Saturday, July 14, 2007

Slipped through my fingers

I had a whole post to write about Paul de Filippo's Slipstream Canon, first presented at the ReaderCon panel that I witnessed. But Paul Kincaid already wrote it for me.

Shorter Paul Kincaid: The definition of slipstream is apparently anything kind of wierd that we like. As Kincaid said, everything on this list (at least everything I've read) is an excellent work of fiction and highly worth reading. Fillippo and his fellow panelists have excellent taste in literature.

But in terms of coming up with a definition of a genre, they've just painted the target around wherever the arrows hit. At the panel Graham Sleight went out of his way to say that slipstream fiction is not the same as postmodern fiction (or interstitial, or etc., etc.) But postmodern fiction's glory days were a decade ago, and during that time 90% of this list was claimed by them.
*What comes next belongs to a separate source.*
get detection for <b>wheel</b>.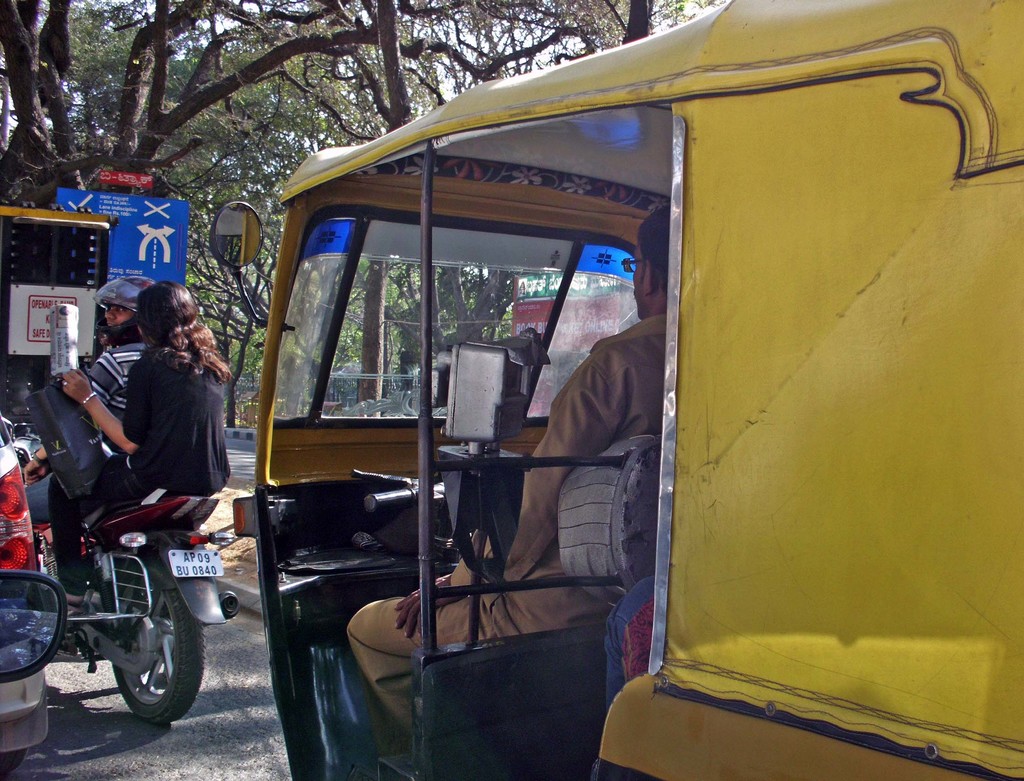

What is the point, really, of coming up with a term for this? Bertrand Russell went out of his way to create a theory of sets that didn't allow for the paradox of "The set of all sets that don't include themselves." (Yes, his theory was later detonated by Godel's incompleteness postulate, but that's a different story). What's the point of coming up with a genre that defines all books that don't fit in a genre?

A genre, let's face it, is a marketing tool. I'm not even talking about the narrow definition of genre (scifi, fantasy, western, mystery, etc.). This is equally true about the broader definition of genre (poetry, fiction, drama, etc.). And having these categories are useful things, up to a point. But when an idea encounters an area where it's no longer useful, well, then...don't use it.